The one in the dark blue T-shirt caught sight of the elder Coopers.
"Mom!" He hurried to her side and crouched by the chair. "I
got your voice mail. Any word?"
Mrs. Cooper shook her head. "We're still waiting to hear. Sam and
J.D. went back there with the kids. Cissy was still unconscious when she
came in."
"What about Maddy?"
"She seems okay, but Sam wanted her looked over anyway."
The other man ruffled the dark hair of the young boy sandwiched between
the grandparents, hunkering down until he was eye level with the child.
"How you holdin' up, sport?"
Michael managed a faint smile. "I'm okay, Uncle Gabe."
The man in the blue T-shirt caught Kristen watching. His gaze settled on
the back of Kristen's right hand for a second. She saw recognition as he
raised his blue eyes to meet hers.
Kristen ignored the look, but Foley flashed his badge at the newcomers, so
she had no choice but to follow.
Foley introduced himself. "You're the girls' uncles?"
The man in the blue T-shirt shook the hand Foley offered. "Jake
Cooper. Sam and J.D. are my brothers. This is my brother Gabe." He
nodded toward the man who had to be his twin.

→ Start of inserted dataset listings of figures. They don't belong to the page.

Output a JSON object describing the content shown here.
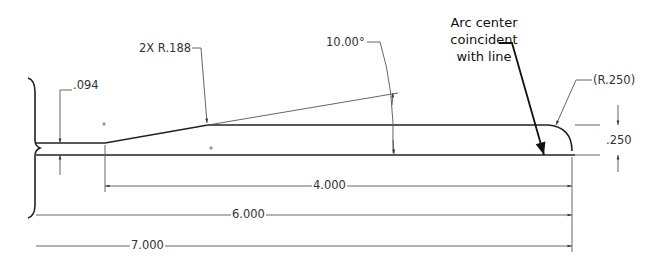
{
  "drawing": {
    "type": "engineering-drawing",
    "units": "inches",
    "dimensions": {
      "thickness_small": ".094",
      "fillet_radius": "2X R.188",
      "angle": "10.00°",
      "end_radius": "(R.250)",
      "thickness_end": ".250",
      "length_4": "4.000",
      "length_6": "6.000",
      "length_7": "7.000"
    },
    "note": {
      "line1": "Arc center",
      "line2": "coincident",
      "line3": "with line"
    },
    "colors": {
      "geometry": "#222222",
      "dimension": "#555555",
      "text": "#333333",
      "background": "#ffffff"
    }
  }
}
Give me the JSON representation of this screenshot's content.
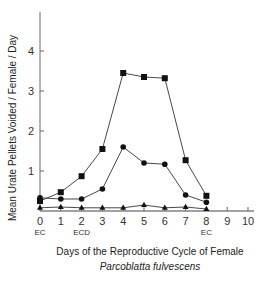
{
  "chart_data": {
    "type": "line",
    "title": "",
    "subtitle": "Parcoblatta fulvescens",
    "xlabel": "Days of the Reproductive Cycle of Female",
    "ylabel": "Mean Urate Pellets Voided / Female / Day",
    "x": [
      0,
      1,
      2,
      3,
      4,
      5,
      6,
      7,
      8
    ],
    "xlim": [
      0,
      10
    ],
    "ylim": [
      0,
      5
    ],
    "x_ticks": [
      "0",
      "1",
      "2",
      "3",
      "4",
      "5",
      "6",
      "7",
      "8",
      "9",
      "10"
    ],
    "y_ticks": [
      "1",
      "2",
      "3",
      "4"
    ],
    "x_annotations": [
      {
        "x": 0,
        "text": "EC"
      },
      {
        "x": 2,
        "text": "ECD"
      },
      {
        "x": 8,
        "text": "EC"
      }
    ],
    "grid": false,
    "legend": "none",
    "series": [
      {
        "name": "squares",
        "marker": "square",
        "values": [
          0.25,
          0.47,
          0.87,
          1.55,
          3.45,
          3.35,
          3.32,
          1.27,
          0.38
        ]
      },
      {
        "name": "circles",
        "marker": "circle",
        "values": [
          0.33,
          0.3,
          0.3,
          0.55,
          1.6,
          1.2,
          1.17,
          0.4,
          0.22
        ]
      },
      {
        "name": "triangles",
        "marker": "triangle",
        "values": [
          0.08,
          0.1,
          0.08,
          0.08,
          0.08,
          0.15,
          0.08,
          0.1,
          0.05
        ]
      }
    ]
  }
}
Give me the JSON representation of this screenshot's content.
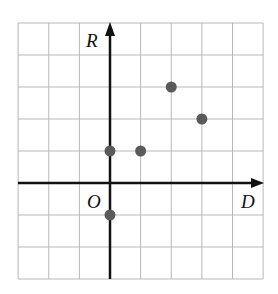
{
  "chart_data": {
    "type": "scatter",
    "title": "",
    "xlabel": "D",
    "ylabel": "R",
    "origin_label": "O",
    "grid": true,
    "xlim": [
      -3,
      5
    ],
    "ylim": [
      -3,
      5
    ],
    "points": [
      {
        "x": 0,
        "y": 1
      },
      {
        "x": 1,
        "y": 1
      },
      {
        "x": 2,
        "y": 3
      },
      {
        "x": 3,
        "y": 2
      },
      {
        "x": 0,
        "y": -1
      }
    ],
    "colors": {
      "grid": "#b8b8b8",
      "axis": "#111111",
      "point": "#5a5a5a"
    }
  }
}
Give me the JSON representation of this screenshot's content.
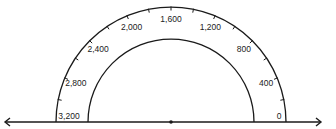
{
  "diagram": {
    "type": "semicircular-dial",
    "min": 0,
    "max": 3200,
    "direction": "counterclockwise from right",
    "tick_interval": 200,
    "label_interval": 400,
    "labels": [
      "0",
      "400",
      "800",
      "1,200",
      "1,600",
      "2,000",
      "2,400",
      "2,800",
      "3,200"
    ],
    "colors": {
      "stroke": "#1a1a1a",
      "text": "#222222",
      "background": "#ffffff"
    },
    "number_line": {
      "left_arrow": "arrow-left",
      "right_arrow": "arrow-right",
      "center_point": "dot"
    }
  }
}
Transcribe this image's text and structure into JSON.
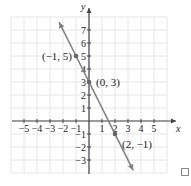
{
  "chart_data": {
    "type": "line",
    "title": "",
    "xlabel": "x",
    "ylabel": "y",
    "xlim": [
      -5.5,
      5.8
    ],
    "ylim": [
      -4,
      8
    ],
    "x_ticks": [
      -5,
      -4,
      -3,
      -2,
      -1,
      1,
      2,
      3,
      4,
      5
    ],
    "y_ticks": [
      -3,
      -2,
      -1,
      1,
      2,
      3,
      4,
      5,
      6,
      7
    ],
    "x_tick_labels": [
      "−5",
      "−4",
      "−3",
      "−2",
      "−1",
      "1",
      "2",
      "3",
      "4",
      "5"
    ],
    "y_tick_labels": [
      "−3",
      "−2",
      "−1",
      "1",
      "2",
      "3",
      "4",
      "5",
      "6",
      "7"
    ],
    "grid": true,
    "series": [
      {
        "name": "line",
        "equation": "y = -2x + 3",
        "x": [
          -2.3,
          3.4
        ],
        "y": [
          7.6,
          -3.8
        ],
        "arrows": "both"
      }
    ],
    "points": [
      {
        "x": -1,
        "y": 5,
        "label": "(−1, 5)"
      },
      {
        "x": 0,
        "y": 3,
        "label": "(0, 3)"
      },
      {
        "x": 2,
        "y": -1,
        "label": "(2, −1)"
      }
    ]
  },
  "labels": {
    "x_axis": "x",
    "y_axis": "y",
    "p1": "(−1, 5)",
    "p2": "(0, 3)",
    "p3": "(2, −1)"
  },
  "colors": {
    "line": "#808080",
    "axis": "#444444",
    "grid": "#e6e6e6"
  }
}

Foley introduced her. "This is Detective Kristen Tandy."
Jake's gaze slanted toward the scar on her hand. "I know."
She squelched the urge to stick her hand in her pocket. "Detective
Foley and I are investigating the case."
"So I gathered." He looked from Kristen to Foley and back.
"What the hell happened at Sam's house?"
"That's what we'd like to ask your nieces."
"Mom says Cissy's still unconscious and Maddy's gotta be traumatized.
Can't it wait till morning?"
"The sooner we know what happened, the sooner we find who did it and
stop it from happening again," Foley said soothingly.
"Sam!" Mrs. Cooper's voice drew their attention. Kristen saw Sam
Cooper coming down the hallway, his daughter perched on his hip. Maddy had
red-rimmed eyes and a slightly snotty nose, but apparently she'd received
a clean bill of health.
Sam locked gazes with Kristen. One dark brow ticked upward before he
looked back at his mother.
As Mrs. Cooper reached for the little girl, Maddy clung to her father,
tightening her grip around his neck. Sam gave his mother an apologetic
look and kissed her forehead, then crossed to Kristen and Foley. "I
thought you'd still be at the house."
"We were hoping to talk to the girls," Foley said.
"Cissy's still unconscious. They've called in a helicopter to take
her to Birmingham." Sam's eyes darkened with anger. "If I ever
get my hands on the son of a bitch who did this—"
"What about your daughter?" Foley pressed.
Sam looked at Kristen rather than Foley. "Can't it wait?"
Copyright
© 2010 by Harlequin Enterprises Limited. Copyright ©
2010 by Paula Graves. Permission to reproduce text granted by
Harlequin Books S.A. Cover art used by arrangement with Harlequin
Enterprises Limited. All rights reserved. © and ™ are trademarks of
Harlequin Enterprises Limited and/or its affiliated companies, used under
license. Permission to reproduce text granted by Harlequin Books S.A.